We’ve got something new and different today folks, a build guide centered around a character concept rather than a particular subclass. Oversized Weapons are typically hard to use, both literally imposing Disadvantage and figuratively not having access to them in game for various reasons. In this article we break down some of the math related to using larger weapons and then provide an example build using a Rune Knight Fighter and Genie Warlock multiclass for getting good use out of these weapons.
This is newer territory for us so if you’d like to see more conceptual and multiclassed builds outside of the Subclass Handbooks, let us know. Your feedback always helps us in improving the content that we create.
That was a really fun read. I’d definitely be keen to see more articles like this!
Seems great, love the idea of seeing more posts like this. Keep it up!
I really enjoyed this read, especially the math breakdowns. I do wonder though if a dm wouldn’t just say that having 2 disadvantages and 1 advantage is still a disadvantage, coming RAI instead of RAW.
Overall though, I’d love to see more articles like this one, you’ve got a great site here and always check out your opinions to help sort through my ideas when making a new character.
Keep up the good work!
WotC has been really explicit that multiple instances of Advantage/Disadvantage negating each other was intentional. It can lead to some edge cases like this where you just say “Well, I can’t do any worse”, but the designers opted for simplicity in the vast majority of cases over protection from very occasional edge cases.
There will almost certainly be more articles like this, so I’m glad to hear that you’re enjoying them! We have another subclass coming in the next few days which has a similar math breakdown in the example build.
I missed somewhere in the disclaimer that this concept doesn’t follow written game mechanics. Oversized weapons are something for monsters and not intended or available for players unless it’s homebrew. Enlarge & Rune Knight already have damage increases baked in to simulate the weapon growing in size or however one might want to RP the mechanic. I’ve already seen two players bring up this idea, but I’m disappointed RPGBot put this article out as it’s otherwise a great source for people to use a guide when building characters. This is the kind of stuff I remember having to shoot down when a player brought something they found off of d&d wiki not realizing they were in the homebrew section of the site.
We had a lengthy debate about the rules here within the team. Where we landed was that this was allowed by a strict RAW reading of the rules, but WotC likely doesn’t realize that the rule is in the text.
Enlarge/Reduce has a specific effect for what happens when it increases the size of a weapon, which overrides the default rule for how weapons of increased size work (specific beats general). Rune Knight similarly has a feature which we believe was intended to provide a damage boost in place of the typical effects for oversized weapons, but the wording of the feature doesn’t make that especially clear.
Regardless, the capability is neat but honestly not very good. You have to go to great lengths for very slightly better damage output. There’s also the obvious question of where you put these incredibly large weapons. A large hand crossbow is plausible to some degree, but anything else gets silly immediately. A bag of holding only has a 2-foot diameter opening, so even that isn’t a solution because the vast majority of large or larger weapons simply won’t fit into the bag. The DM is well within their rights to ask “okay, where do you put your surfboard-sized weapon?”.
I specifically put the math in to show that it’s not that good unless you really build for it, and then it becomes okay but not amazing. The article is not from the direction that big chonky weapons are optimal gameplay, but that big chonky weapons are fun and this is an optimal way to use this option.
But more importantly, this is how these weapons work RAW, so it would be homebrew for weapons to not work this way. If you don’t want your players to have large weapons, don’t put large weapons in your world for the players to find.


Exact reproduction of all the entries is required, without any of their pictures.

========

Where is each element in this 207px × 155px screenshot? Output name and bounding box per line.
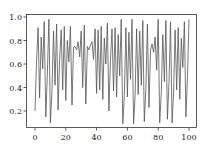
- y-tick-label: 0.2: [9, 107, 22, 116]
- line-chart-svg: 0.20.40.60.81.0 020406080100: [0, 0, 207, 155]
- x-tick-label: 100: [181, 133, 196, 142]
- data-line: [35, 19, 189, 124]
- y-tick-label: 0.6: [9, 60, 22, 69]
- x-tick-label: 80: [153, 133, 163, 142]
- y-tick-label: 0.4: [9, 84, 22, 93]
- x-axis: 020406080100: [32, 128, 196, 143]
- chart: 0.20.40.60.81.0 020406080100: [0, 0, 207, 155]
- x-tick-label: 0: [32, 133, 37, 142]
- x-tick-label: 60: [122, 133, 132, 142]
- x-tick-label: 40: [92, 133, 102, 142]
- y-tick-label: 1.0: [9, 13, 22, 22]
- x-tick-label: 20: [61, 133, 71, 142]
- y-axis: 0.20.40.60.81.0: [9, 13, 26, 116]
- y-tick-label: 0.8: [9, 37, 22, 46]
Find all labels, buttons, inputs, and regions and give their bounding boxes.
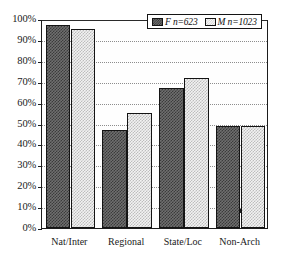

========

## RESPONSE AREA
Where is each element in this 207px × 155px screenshot? Output name and bounding box per line.
- y-tick-label: 0.2: [9, 107, 22, 116]
- line-chart-svg: 0.20.40.60.81.0 020406080100: [0, 0, 207, 155]
- x-tick-label: 100: [181, 133, 196, 142]
- data-line: [35, 19, 189, 124]
- y-tick-label: 0.6: [9, 60, 22, 69]
- x-tick-label: 80: [153, 133, 163, 142]
- y-tick-label: 0.4: [9, 84, 22, 93]
- x-axis: 020406080100: [32, 128, 196, 143]
- chart: 0.20.40.60.81.0 020406080100: [0, 0, 207, 155]
- x-tick-label: 0: [32, 133, 37, 142]
- x-tick-label: 60: [122, 133, 132, 142]
- x-tick-label: 40: [92, 133, 102, 142]
- y-tick-label: 1.0: [9, 13, 22, 22]
- x-tick-label: 20: [61, 133, 71, 142]
- y-axis: 0.20.40.60.81.0: [9, 13, 26, 116]
- y-tick-label: 0.8: [9, 37, 22, 46]
Find all labels, buttons, inputs, and regions and give their bounding boxes.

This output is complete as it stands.